Whatever, in reality, was the mode by which Toussaint ended his days, the act of forcibly withdrawing him from Saint-Domingo, after he had honourably capitulated, proved in the end as impolitic as it was cruel. Several enterprising black chiefs still remained on the island: Clerveaux, Christophe, Paul-Louverture, (nephew to Toussaint,) and Dessalines; and who, with the whole of their countrymen, were exasperated at the treachery which had deprived them of their gallant leader. Part of the french troops were sent away to aid in subduing the revolted negroes at Gaudeloupe; and, among the remainder, as the summer advanced, the yellow fever made dreadful ravages.

of gen.

Leclerc.

About the middle of August accounts reached Death Saint-Domingo, of the success of the French at Gaudeloupe, and that slavery, in all its horrors, had been reestablished in the colony. This news spread like wildfire among the negroes, at the first-named island, and, operating upon minds already smarting under their own wrongs, determined them to revolt.

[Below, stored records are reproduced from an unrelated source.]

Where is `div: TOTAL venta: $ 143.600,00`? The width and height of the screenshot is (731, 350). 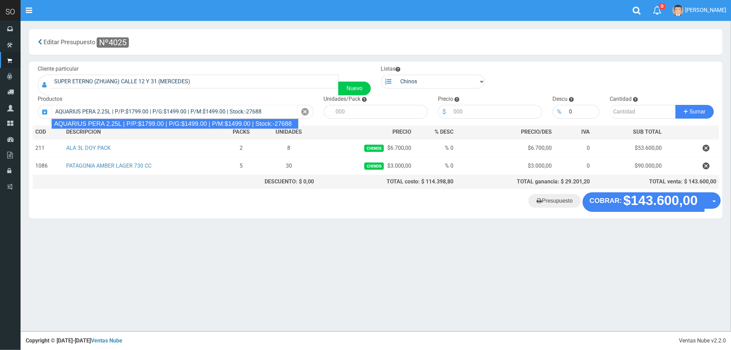 div: TOTAL venta: $ 143.600,00 is located at coordinates (656, 182).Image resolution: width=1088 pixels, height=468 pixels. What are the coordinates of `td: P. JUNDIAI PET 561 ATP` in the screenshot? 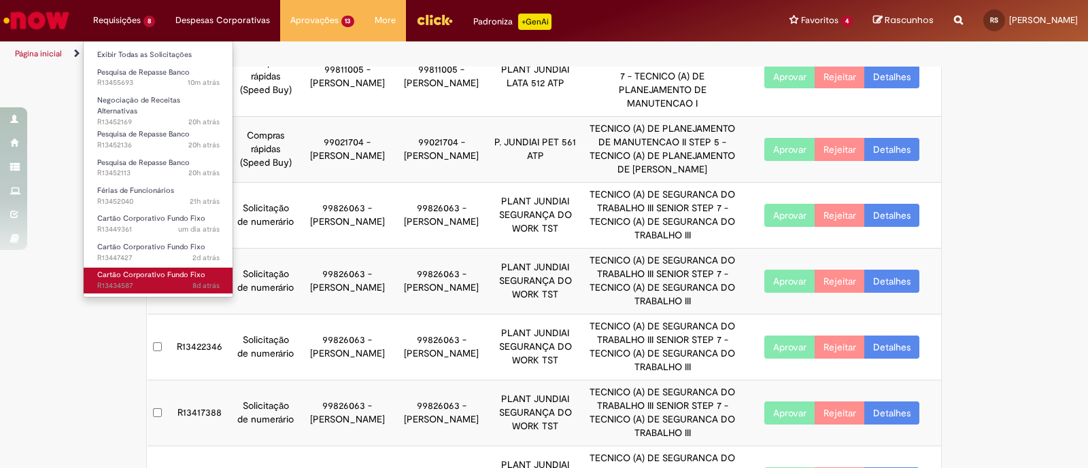 It's located at (535, 150).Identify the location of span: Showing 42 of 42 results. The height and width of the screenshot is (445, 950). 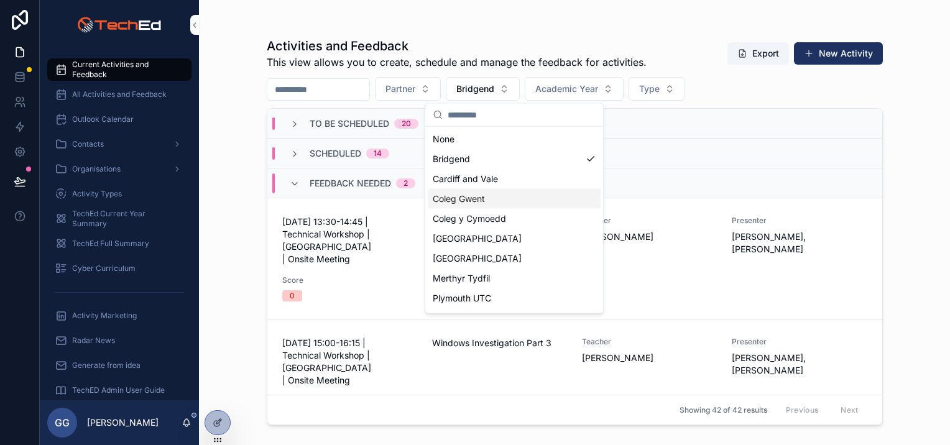
(723, 411).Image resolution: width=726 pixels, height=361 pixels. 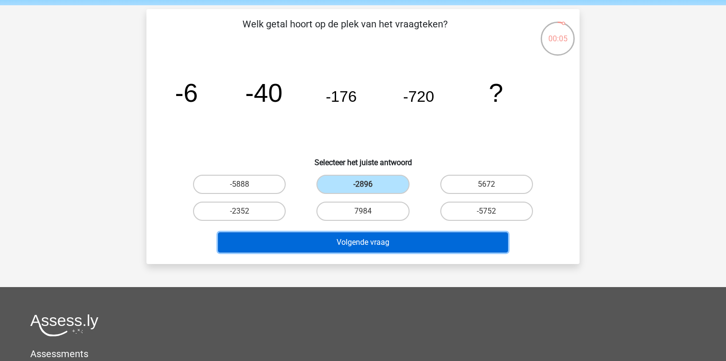 I want to click on label: -2352, so click(x=239, y=211).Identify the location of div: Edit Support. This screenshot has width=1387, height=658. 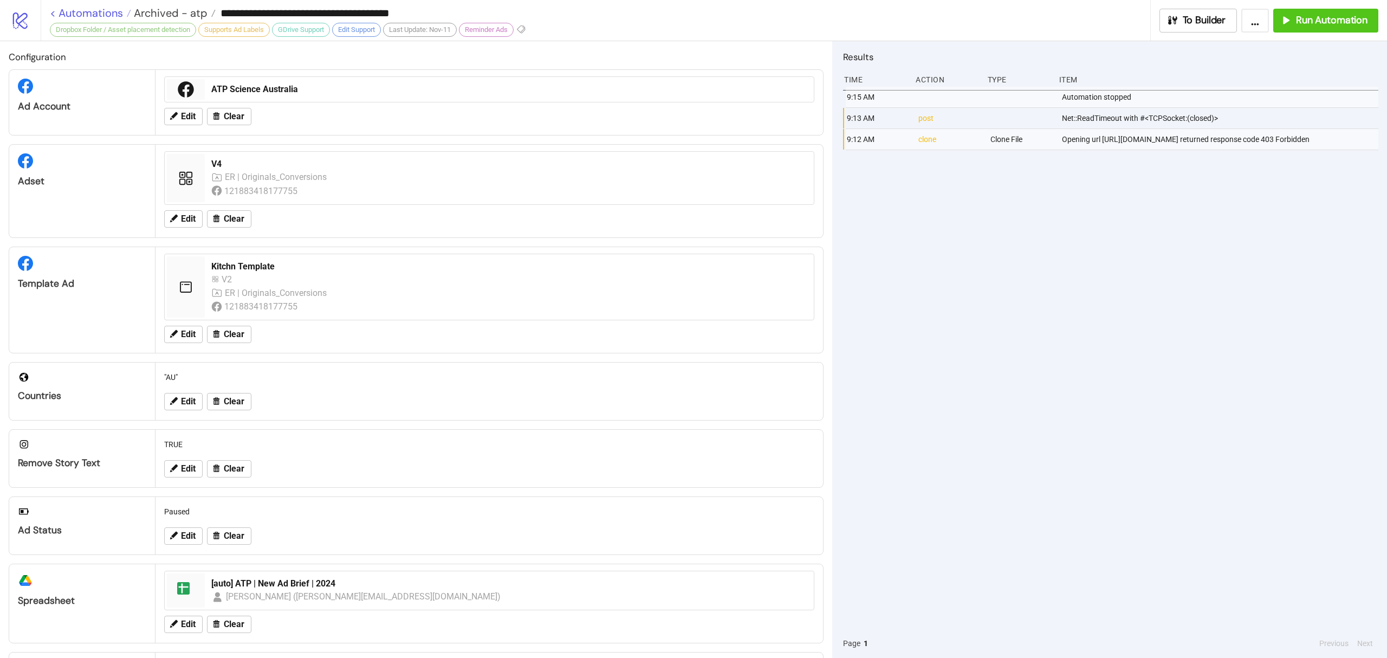
(357, 30).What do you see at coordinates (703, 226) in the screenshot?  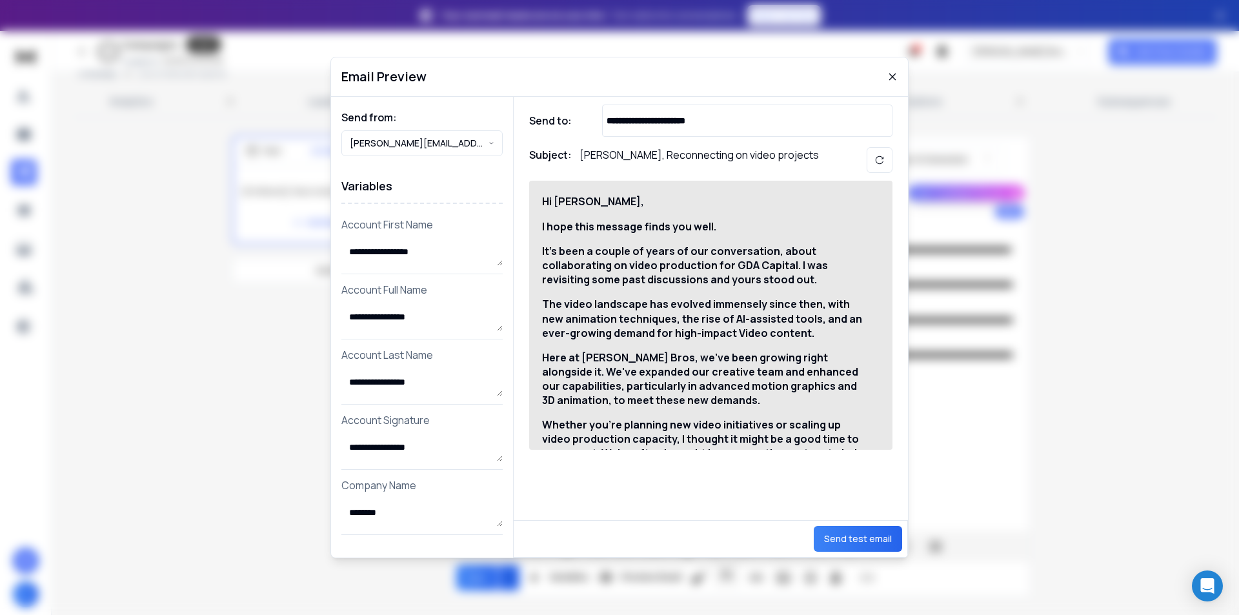 I see `p: I hope this message finds you well.` at bounding box center [703, 226]. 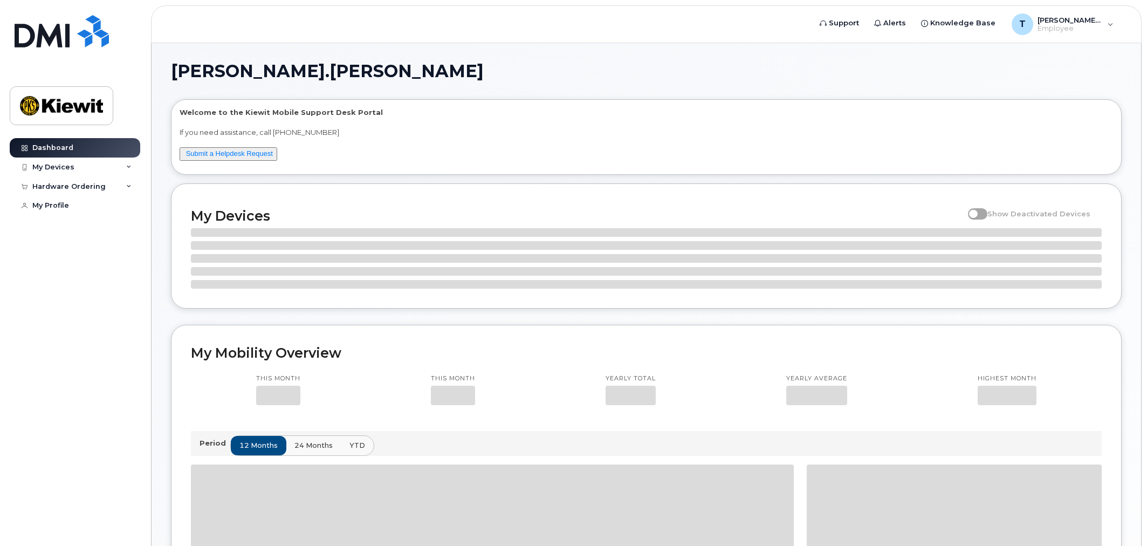 What do you see at coordinates (229, 153) in the screenshot?
I see `a: Submit a Helpdesk Request` at bounding box center [229, 153].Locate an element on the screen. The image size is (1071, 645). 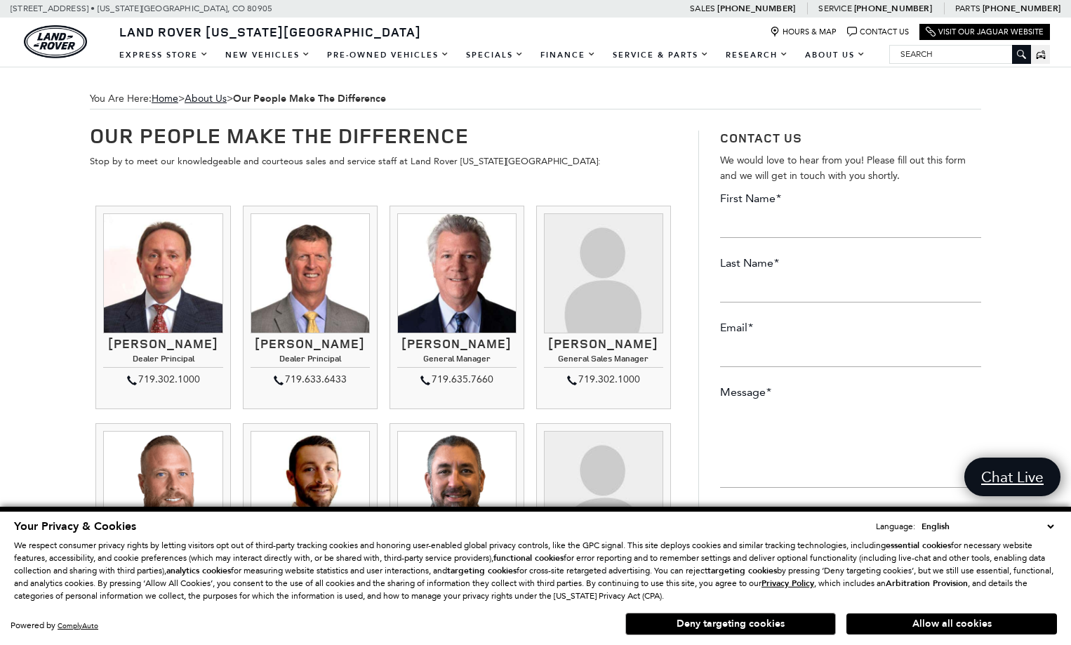
h4: General Manager is located at coordinates (457, 360).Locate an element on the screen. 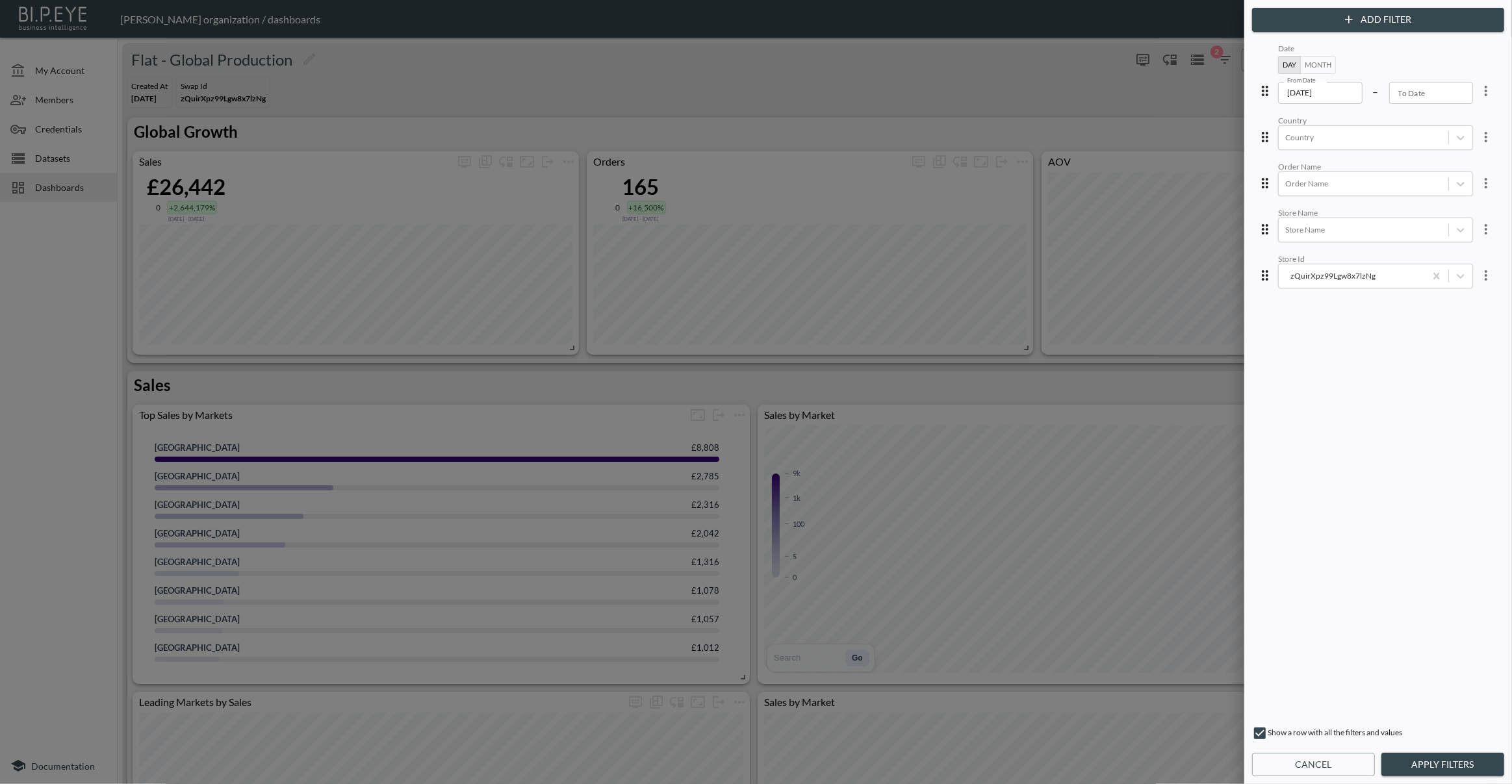  label: From Date is located at coordinates (1301, 80).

The first eruption broke out about the middle of September. The death of general Leclerc of the fever on the 2d of November+ conferred on general Rochambeau the command of the french forces on the island; but all the efforts of these, ably directed

* O'Meara's Napoléon in Exile, vol. ii. p. 198.

† His body, after being embalmed, was conveyed to France on board the (late british) Swiftsure 74.